# BRIEF:
Please copy the listing that follows exactly, leaving out any pictures.

Start of AVAILABLE RECORDS

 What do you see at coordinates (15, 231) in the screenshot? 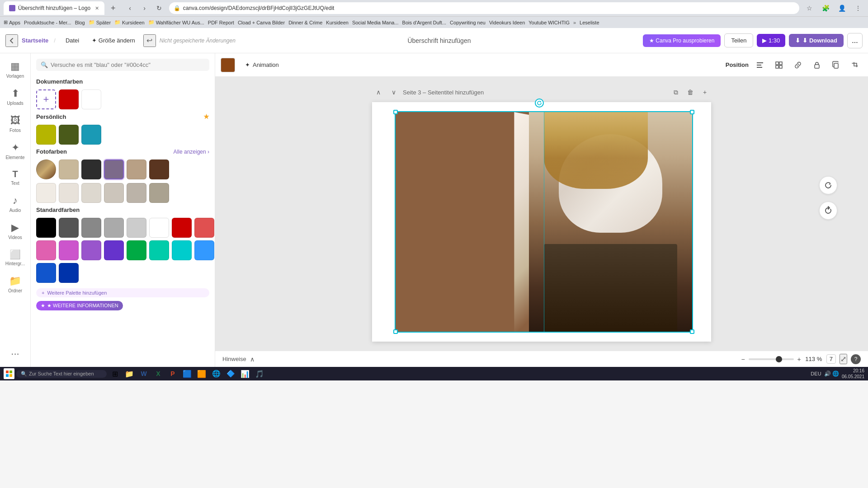
I see `sidebar-item-videos: ▶ Videos` at bounding box center [15, 231].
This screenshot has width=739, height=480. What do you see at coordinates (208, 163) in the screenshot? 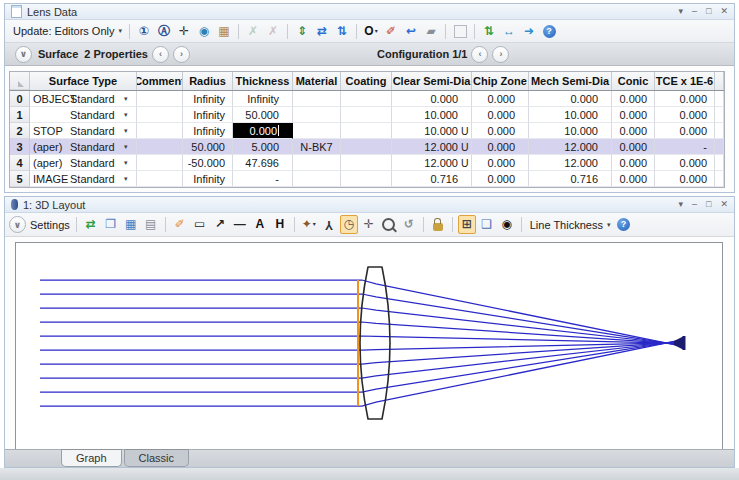
I see `radius-cell: -50.000` at bounding box center [208, 163].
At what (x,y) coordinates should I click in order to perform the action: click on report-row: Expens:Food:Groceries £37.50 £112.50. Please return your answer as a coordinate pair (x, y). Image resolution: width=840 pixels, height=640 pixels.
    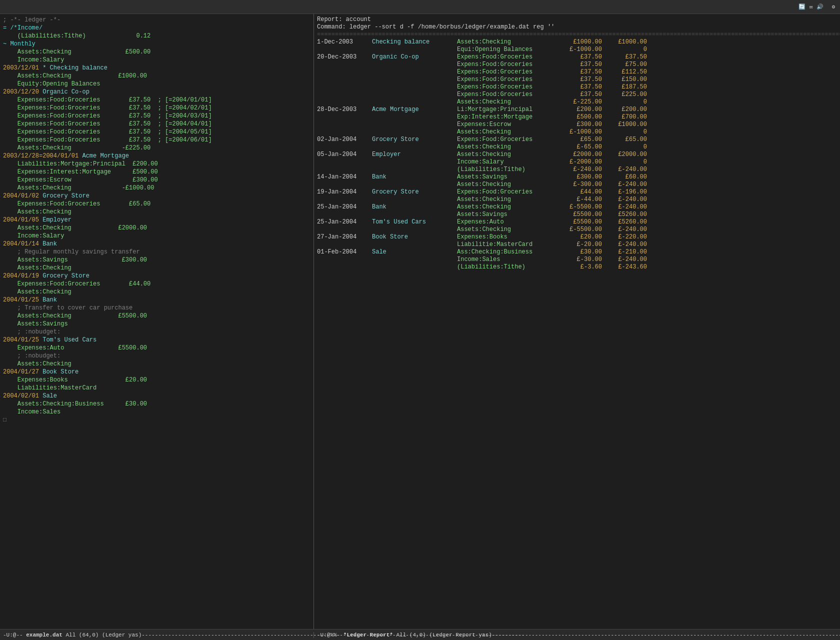
    Looking at the image, I should click on (577, 72).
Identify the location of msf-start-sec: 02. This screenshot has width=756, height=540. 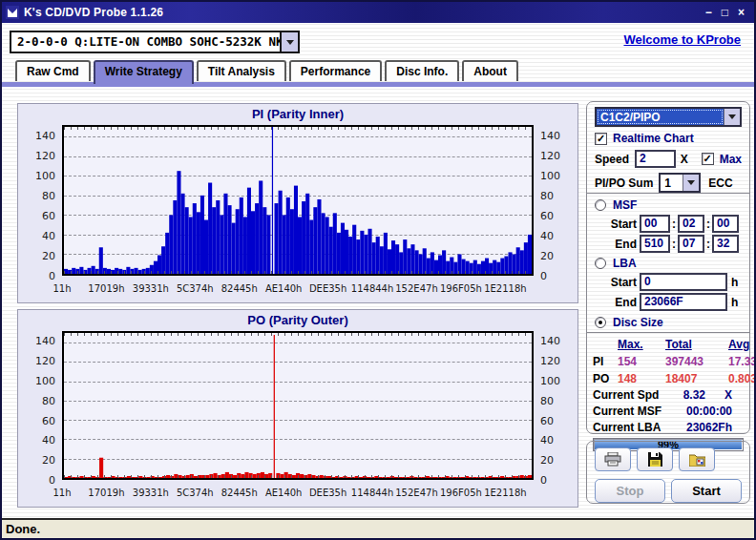
(691, 223).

End of AVAILABLE RECORDS

# RESULT OF THIS TASK:
 What do you see at coordinates (15, 231) in the screenshot? 
I see `sidebar-item-videos: ▶ Videos` at bounding box center [15, 231].
This screenshot has width=739, height=480. What do you see at coordinates (208, 163) in the screenshot? 
I see `radius-cell: -50.000` at bounding box center [208, 163].
At what (x,y) coordinates should I click in order to perform the action: click on report-row: Expens:Food:Groceries £37.50 £112.50. Please return your answer as a coordinate pair (x, y). Image resolution: width=840 pixels, height=640 pixels.
    Looking at the image, I should click on (577, 72).
Identify the location of msf-start-sec: 02. This screenshot has width=756, height=540. 
(691, 223).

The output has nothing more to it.